Can You Think Like A Product Manager?
Do product managers think differently from other high tech professionals? As more products become a service or Software as a Service (SaaS) and projects turn into products, you might hear "Think like a Product Manager". There can be a few ways to follow through when you are asked to think like a product manager. The major thinking tasks of a product manager are:
Customer conversations
Business cases
Product strategies
Of course product managers have many other key tasks! This list makes up the key thinking projects that fill a product manager's head.
Customer Conversations
Driving to meaningful customer conversations takes a good bit of thought. The major steps to a valuable customer conversation are:
Prepare a list of compelling questions for discussion: Open ended questions are best to get a busy customer and sales team to spend time with you on a feature or product discussion.
Request a customer discussion of your questions: Unless you know the customer, then your request goes to an account team, a partner or other person who is a trusted advisor to the customer. Pretty often, your request is met with silence or the response is "not now". This is when persistence can be helpful because busy people want to check that you are making a serious request.
Take notes during the customer conversation: The notes from the customer conversations are helpful in many follow on activities:
Writing requirements
Prioritizing ideas for further investigation
Estimating business cases
Updating product strategy
Competitive analysis
Customer references
User experience and workflow improvements
Additionally, other product team members can make use of the customer conversation notes.
Update your list of compelling questions: Keep updating the compelling questions as you learn more about the major customer drivers that you are considering for your product manager thinking projects.
Business Cases
Knowing your product's business case and your customers' business case is a key area for your thinking-tasks as a product manager. Each internal and external conversation fills in gaps in your understanding. A few questions that need product manager thinking are:
What are the key investment areas of your customers? What do these investments mean for your product?
What is driving customers to make these investments? Is your product relevant to these investment directions?
How long until the product team can take on a new project? What is the next deadline for planning a new project?
What takes up most of the product team's resources?
Which product use case is the most profitable? Which use case is least profitable?
What changes in the market need further evaluation?
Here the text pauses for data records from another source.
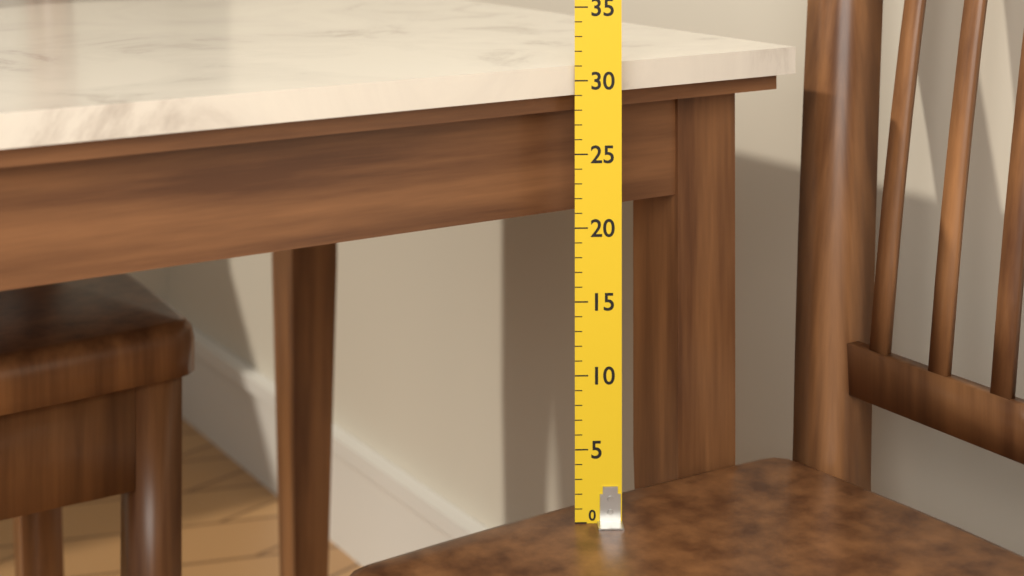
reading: 31 (no unit)
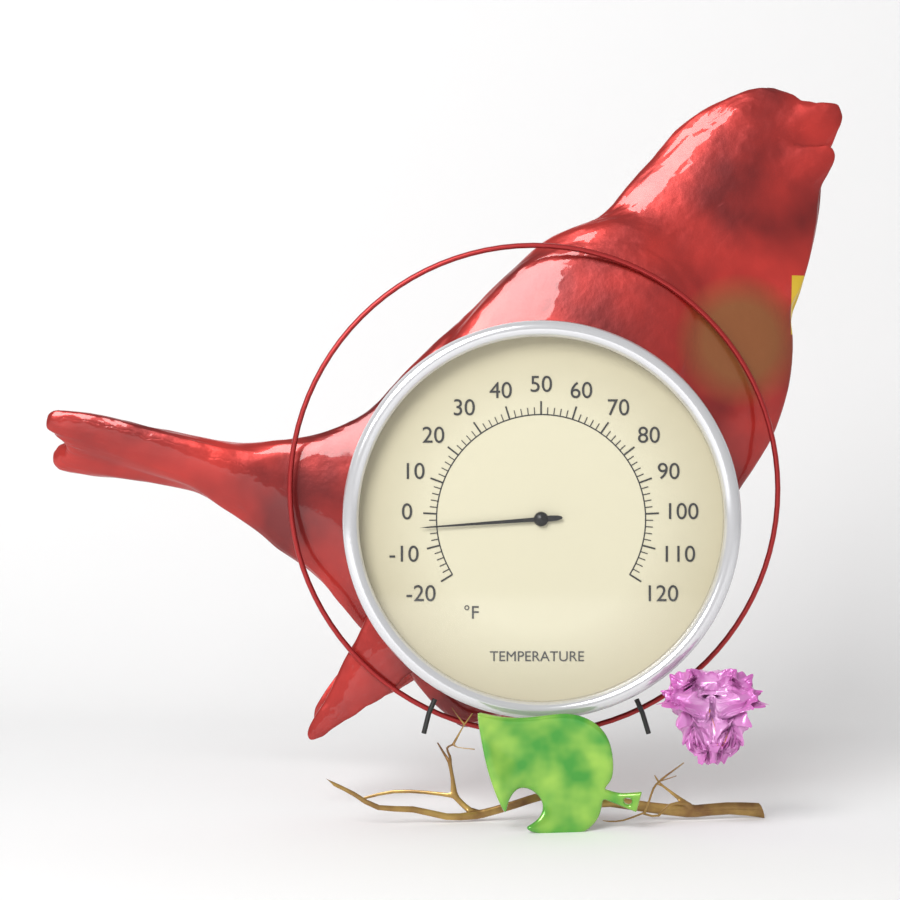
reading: -4 °F
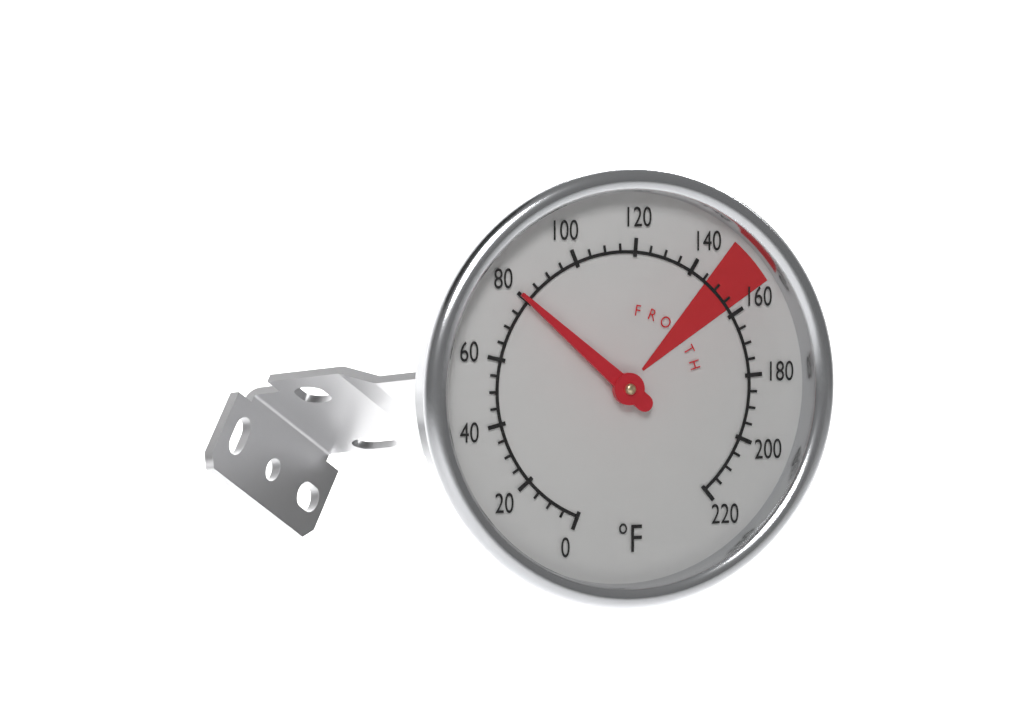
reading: 80 °F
As you think through these questions, the business case in your mind takes shape for both your customer and your product.
Product Strategies
The best product strategies have a good bit of product manager thinking as well as product team thinking. When thinking about the product strategy, the following is helpful:
Customer conversation notes
Deep understanding of the internal and external business cases
Getting the cross-functional product team involved in the strategy
Each of these needs your product manager thinking time for relationship building, evaluation and communicating about the strategy. Also disciplining yourself to limit time in email and meetings helps free up thinking time.